| | | Drying Dill Answered by: Inge Poot Question from: Joyce Phillips Posted on: June 30, 1999
Please do you have any more suggestions for DRYING DILL than there already are on your Web site?
I find that
1) if I hang it up to dry as one hangs up basil and thyme, it loses its bright green colour. (So do basil and thyme, but they are not as bright green to begin with.)
2) I tried drying it in the microwave, using full power for two minutes, turning it, and then full power for another minute and a half. The result was crisply dried dill, bright green in colour, but it lost much of its flavour.
3) Then I tried about three-quarters power for three minutes, turned it and gave it another two minutes at three-quarters power. That was slightly better in that it retained some flavour, but I am not sure that it is fully dry and am afraid that it might mould in storage. I would like it to keep more flavour.
Both these micro-wave attempts used just the leaves, trimmed of stems as far as possible, and about as much as would conveniently go on a paper towel in the microwave oven.
I also have a convection oven on the regular range. Would that be any better?

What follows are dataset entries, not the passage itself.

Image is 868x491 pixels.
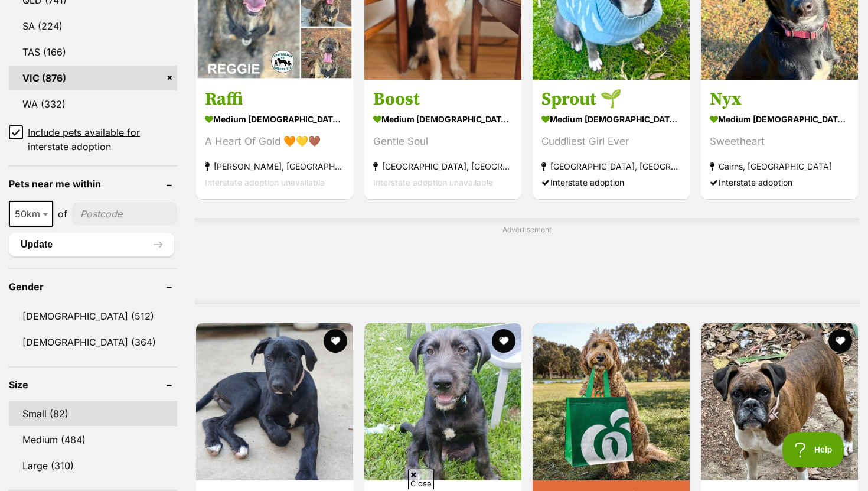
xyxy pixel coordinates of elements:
[710,174,849,190] div: Interstate adoption
[205,158,344,174] strong: [PERSON_NAME], [GEOGRAPHIC_DATA]
[9,179,177,189] header: Pets near me within
[205,178,325,187] span: Interstate adoption unavailable
[783,432,845,468] iframe: Help Scout Beacon - Open
[374,88,512,111] h3: Boost
[9,66,177,90] a: VIC (876)
[710,134,849,149] div: Sweetheart
[365,79,522,199] a: Boost medium [DEMOGRAPHIC_DATA] Dog Gentle Soul [GEOGRAPHIC_DATA], [GEOGRAPHIC_DATA] Interstate a...
[9,427,177,452] a: Medium (484)
[9,401,177,426] a: Small (82)
[9,201,53,227] span: 50km
[374,111,512,128] strong: medium [DEMOGRAPHIC_DATA] Dog
[9,40,177,64] a: TAS (166)
[9,304,177,329] a: [DEMOGRAPHIC_DATA] (512)
[541,158,681,174] strong: [GEOGRAPHIC_DATA], [GEOGRAPHIC_DATA]
[541,174,681,190] div: Interstate adoption
[9,330,177,354] a: [DEMOGRAPHIC_DATA] (364)
[541,111,681,128] strong: medium [DEMOGRAPHIC_DATA] Dog
[710,111,849,128] strong: medium [DEMOGRAPHIC_DATA] Dog
[324,329,347,353] button: favourite
[9,233,174,256] button: Update
[492,329,516,353] button: favourite
[374,134,512,149] div: Gentle Soul
[710,88,849,111] h3: Nyx
[701,79,858,199] a: Nyx medium [DEMOGRAPHIC_DATA] Dog Sweetheart Cairns, [GEOGRAPHIC_DATA] Interstate adoption
[701,323,858,480] img: Grace - Boxer Dog
[9,281,177,292] header: Gender
[28,125,177,153] span: Include pets available for interstate adoption
[541,134,681,149] div: Cuddliest Girl Ever
[374,158,512,174] strong: [GEOGRAPHIC_DATA], [GEOGRAPHIC_DATA]
[541,88,681,111] h3: Sprout 🌱
[205,134,344,149] div: A Heart Of Gold 🧡💛🤎
[195,218,860,304] div: Advertisement
[533,79,690,199] a: Sprout 🌱 medium [DEMOGRAPHIC_DATA] Dog Cuddliest Girl Ever [GEOGRAPHIC_DATA], [GEOGRAPHIC_DATA] I...
[9,14,177,39] a: SA (224)
[9,125,177,153] a: Include pets available for interstate adoption
[196,79,353,199] a: Raffi medium [DEMOGRAPHIC_DATA] Dog A Heart Of Gold 🧡💛🤎 [PERSON_NAME], [GEOGRAPHIC_DATA] Intersta...
[9,91,177,116] a: WA (332)
[408,469,434,489] span: Close
[374,178,493,187] span: Interstate adoption unavailable
[196,323,353,480] img: Abi - Irish Wolfhound Dog
[72,203,177,225] input: postcode
[9,453,177,478] a: Large (310)
[205,111,344,128] strong: medium [DEMOGRAPHIC_DATA] Dog
[10,206,52,222] span: 50km
[365,323,522,480] img: Dougie - Irish Wolfhound Dog
[205,88,344,111] h3: Raffi
[710,158,849,174] strong: Cairns, [GEOGRAPHIC_DATA]
[58,207,67,221] span: of
[829,329,852,353] button: favourite
[9,379,177,390] header: Size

At Richters we dry our herbs in a home-made convection dryer that consists of a wooden cabinet with slide-in trays that have flyscreen bottoms, a lightbulb in place of the lowest shelf and a small exhaust fan at the top. It works wonderfully well!
For most leafy herbs we find that we get better results with our dryer when we strip leaves off the stems before drying. In the case of dill (and other sensitive herbs such as chives and parsley) it is a good idea to chop the leaves into smaller pieces before drying. Make sure you use a very sharp knife because you need clean cuts to prevent bruising and possible rotting.
A customer once advised me that herbs should always be dried at low if you use a microwave. If after they appear stiff and dry you leave them out overnight just covered with a paper towel they will be bone dry by morning.
Customers rarely report much success with drying with a microwave. Exactly the problems you mention are the common complaints. The microwave is much too fast and hot for drying, and instead of selectively expelling the water and retaining the essential oils (that give flavour and aroma), the microwave does the opposite. It is possible to get the microwave to work, but the settings and times are so critical and the margin of error excruciatingly small that it rarely seems to be worth the bother. Conventional screen drying works very well, especially with stripping or chopping before drying.
Incidently, we never recommend drying by hanging. It is a quaint method from the past that looks and smells nice, but it does not work as well as screen drying.